2011 Reading Review

I claimed early in the year that I was taking a break from the competitive reading and photography that was part of 2010.  Instead, I was going slow.  I didn’t even keep up with posting an already taken picture every day.  The year just got away from me somehow and buying a house and moving ate up time and energy even when you weren’t aware of it.  Frankly, we’ve been working like heck since March!  There’s a lot to show for it but every so often, we just get tired.  That’s me tonight.  It is getting dark, Bob is tending a brush fire, and I am ready to curl up with a book although I know it means I will be asleep in about 15 minutes.

I finally managed to find time to update my LibraryThing reading list for the year, and I was a little disappointed to discover that I’ve only read 19 books in 2011, well 20 if you count the Arthur Conan Doyle romance I was reading as the year began.  I might get to 40 at this rate.  I haven’t bought that many books this year either–with the exception of the binge at The Book Escape in Baltimore in April and that was therapy book buying because I had a terrible headache and the minute he handed me the bags, it went away, really, true story–but I need to make a bigger dent in the books I own.  Three of the books I’ve read came from that binge.

I remember being too restless to read in the spring, picking up and putting down books.  I never finished Mailer’s Oswald, it was intimate and sad and yet almost too much so.  I found myself wanting to just get on with it, put off sometimes by the minutiae. (Hmmm, that is my complaint about McPherson right now…maybe I am beginning to demand more economy from authors as I realize I probably won’t ever finish reading the books I currently own plus there’s a pretty good chance I’m going to buy a few more in the next couple decades). I abandoned Mailer for the Benjamin Franklin biography which seemed to move along nicely, sensible yet rich, using details to enhance rather than pummel, something like the man himself.  After that the pace picked up, and I am trying to find time to read every day.

Plus, I hope I get credit for reading thoughtful, lengthy volumes like McPherson’s single-volume Civil War history that I am working on right now.   My list for this year only has a couple guilty pleasures like Georgia Bottoms, about a woman surviving in a small town.  A wickedly funny, just almost unbelievable story. I loaned it to my mother who declared it dirty and then promptly lent it to all her friends.  I don’t count the Anne Perry mystery as fluff since its characters include real English royalty and her work can almost be considered historical fiction.

I did add a book to my library this week: a history of the Battle of Chickamauga by Glenn Tucker that was displayed at the local junk store across the highway from the farm.  I stop in now and then to see what they’ve got.  Besides the book, I found an oversized mug and saucer by Staffordshire with The Farmers Arms poem printed on both cup and saucer.  It seemed appropriate.  And it may even be worth more than I paid…Antiques Roadshow here I come! They gave me the $3 box for free. Good thing since it turned out that the hinge was broken.  But I like the place: a nice jumble of old and not so new, kind of organized but also not so much with the stuff that doesn’t sell getting pushed to the back as they fill up the front and spill over into the parking lot in front.

And now it’s back to McPherson…we’ve made it past Fort Sumter but not to Manassas….it’s going to be a long war.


- **WORK TASK**: Pictures should be left out when the listing below is repeated word for word.

- **DATASET RECORDS**:
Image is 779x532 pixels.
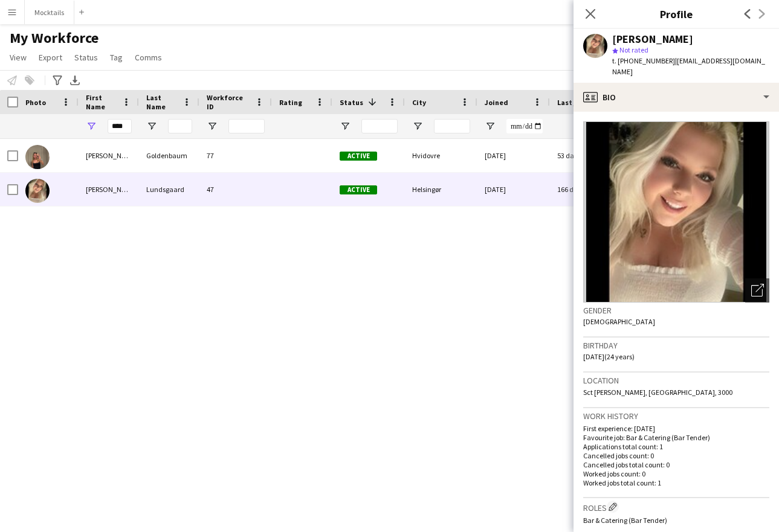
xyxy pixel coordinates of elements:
app-action-btn: Export XLSX [68,73,82,88]
a: Export [34,49,67,65]
h3: Profile [573,6,779,21]
a: Status [69,49,103,65]
span: First Name [86,93,117,111]
span: View [10,52,26,63]
div: Lundsgaard [139,173,199,206]
button: Open Filter Menu [86,121,96,131]
p: First experience: [DATE] [583,424,769,433]
button: Open Filter Menu [412,121,423,131]
button: Open Filter Menu [485,121,495,131]
a: Comms [130,49,167,65]
h3: Birthday [583,340,769,351]
input: First Name Filter Input [108,119,132,134]
input: Last Name Filter Input [168,119,192,134]
div: Open photos pop-in [745,278,769,303]
span: Comms [135,52,162,63]
span: Workforce ID [207,93,250,111]
h3: Gender [583,305,769,316]
div: [PERSON_NAME] [79,139,139,172]
span: | [EMAIL_ADDRESS][DOMAIN_NAME] [612,56,765,76]
div: Bio [573,83,779,111]
div: 53 days [550,139,622,172]
div: 77 [199,139,272,172]
span: Export [39,52,62,63]
h3: Work history [583,411,769,421]
img: Crew avatar or photo [583,121,769,303]
div: Goldenbaum [139,139,199,172]
div: [DATE] [477,173,550,206]
h3: Roles [583,501,769,513]
p: Worked jobs count: 0 [583,469,769,478]
span: Bar & Catering (Bar Tender) [583,516,668,525]
input: Joined Filter Input [507,119,542,134]
input: City Filter Input [434,119,470,134]
span: Last job [557,98,585,107]
input: Status Filter Input [362,119,397,134]
div: 47 [199,173,272,206]
span: Not rated [620,45,648,54]
span: Joined [485,98,508,107]
app-action-btn: Advanced filters [50,73,64,88]
img: Cecillie Lundsgaard [26,179,49,203]
a: Tag [105,49,127,65]
div: [PERSON_NAME] [79,173,139,206]
div: Hvidovre [405,139,477,172]
span: [DEMOGRAPHIC_DATA] [583,317,655,326]
p: Favourite job: Bar & Catering (Bar Tender) [583,433,769,442]
button: Open Filter Menu [339,121,350,131]
span: [DATE] (24 years) [583,352,635,361]
p: Worked jobs total count: 1 [583,478,769,487]
span: Rating [279,98,302,107]
div: Helsingør [405,173,477,206]
h3: Location [583,375,769,386]
p: Applications total count: 1 [583,442,769,451]
div: [DATE] [477,139,550,172]
input: Workforce ID Filter Input [229,119,264,134]
p: Cancelled jobs total count: 0 [583,460,769,469]
span: Status [74,52,98,63]
img: Cecilie Goldenbaum [26,145,49,169]
span: City [412,98,426,107]
a: View [5,49,31,65]
p: Cancelled jobs count: 0 [583,451,769,460]
span: Sct [PERSON_NAME], [GEOGRAPHIC_DATA], 3000 [583,388,733,397]
span: Tag [110,52,123,63]
span: Last Name [147,93,178,111]
div: [PERSON_NAME] [612,34,693,45]
button: Open Filter Menu [207,121,217,131]
button: Open Filter Menu [147,121,157,131]
span: t. [PHONE_NUMBER] [612,56,675,65]
span: Photo [26,98,46,107]
span: Active [339,151,377,161]
span: Active [339,186,377,194]
span: My Workforce [10,29,99,47]
button: Mocktails [25,1,74,24]
span: Status [339,98,363,107]
div: 166 days [550,173,622,206]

- **RESPONSE AREA**:
Image is 779x532 pixels.
xyxy pixel coordinates of elements:
app-action-btn: Export XLSX [68,73,82,88]
a: Export [34,49,67,65]
h3: Profile [573,6,779,21]
a: Status [69,49,103,65]
span: First Name [86,93,117,111]
span: View [10,52,26,63]
div: Lundsgaard [139,173,199,206]
button: Open Filter Menu [86,121,96,131]
p: First experience: [DATE] [583,424,769,433]
button: Open Filter Menu [412,121,423,131]
button: Open Filter Menu [485,121,495,131]
a: Comms [130,49,167,65]
h3: Birthday [583,340,769,351]
input: First Name Filter Input [108,119,132,134]
input: Last Name Filter Input [168,119,192,134]
div: Open photos pop-in [745,278,769,303]
span: Comms [135,52,162,63]
span: Workforce ID [207,93,250,111]
h3: Gender [583,305,769,316]
div: [PERSON_NAME] [79,139,139,172]
span: | [EMAIL_ADDRESS][DOMAIN_NAME] [612,56,765,76]
div: Bio [573,83,779,111]
div: 53 days [550,139,622,172]
div: 77 [199,139,272,172]
span: Export [39,52,62,63]
h3: Work history [583,411,769,421]
img: Crew avatar or photo [583,121,769,303]
div: Goldenbaum [139,139,199,172]
div: [DATE] [477,173,550,206]
h3: Roles [583,501,769,513]
p: Worked jobs count: 0 [583,469,769,478]
span: Bar & Catering (Bar Tender) [583,516,668,525]
input: Joined Filter Input [507,119,542,134]
input: City Filter Input [434,119,470,134]
span: Last job [557,98,585,107]
input: Status Filter Input [362,119,397,134]
div: 47 [199,173,272,206]
span: Not rated [620,45,648,54]
span: Joined [485,98,508,107]
app-action-btn: Advanced filters [50,73,64,88]
img: Cecillie Lundsgaard [26,179,49,203]
a: Tag [105,49,127,65]
div: [PERSON_NAME] [79,173,139,206]
div: Hvidovre [405,139,477,172]
span: [DEMOGRAPHIC_DATA] [583,317,655,326]
p: Favourite job: Bar & Catering (Bar Tender) [583,433,769,442]
button: Open Filter Menu [339,121,350,131]
span: [DATE] (24 years) [583,352,635,361]
p: Worked jobs total count: 1 [583,478,769,487]
span: Rating [279,98,302,107]
div: Helsingør [405,173,477,206]
h3: Location [583,375,769,386]
p: Applications total count: 1 [583,442,769,451]
div: [DATE] [477,139,550,172]
input: Workforce ID Filter Input [229,119,264,134]
p: Cancelled jobs total count: 0 [583,460,769,469]
span: Status [74,52,98,63]
img: Cecilie Goldenbaum [26,145,49,169]
span: City [412,98,426,107]
a: View [5,49,31,65]
p: Cancelled jobs count: 0 [583,451,769,460]
span: Sct [PERSON_NAME], [GEOGRAPHIC_DATA], 3000 [583,388,733,397]
span: Tag [110,52,123,63]
span: Last Name [147,93,178,111]
div: [PERSON_NAME] [612,34,693,45]
button: Open Filter Menu [207,121,217,131]
button: Open Filter Menu [147,121,157,131]
span: t. [PHONE_NUMBER] [612,56,675,65]
span: Photo [26,98,46,107]
span: Active [339,151,377,161]
span: Active [339,186,377,194]
span: My Workforce [10,29,99,47]
button: Mocktails [25,1,74,24]
span: Status [339,98,363,107]
div: 166 days [550,173,622,206]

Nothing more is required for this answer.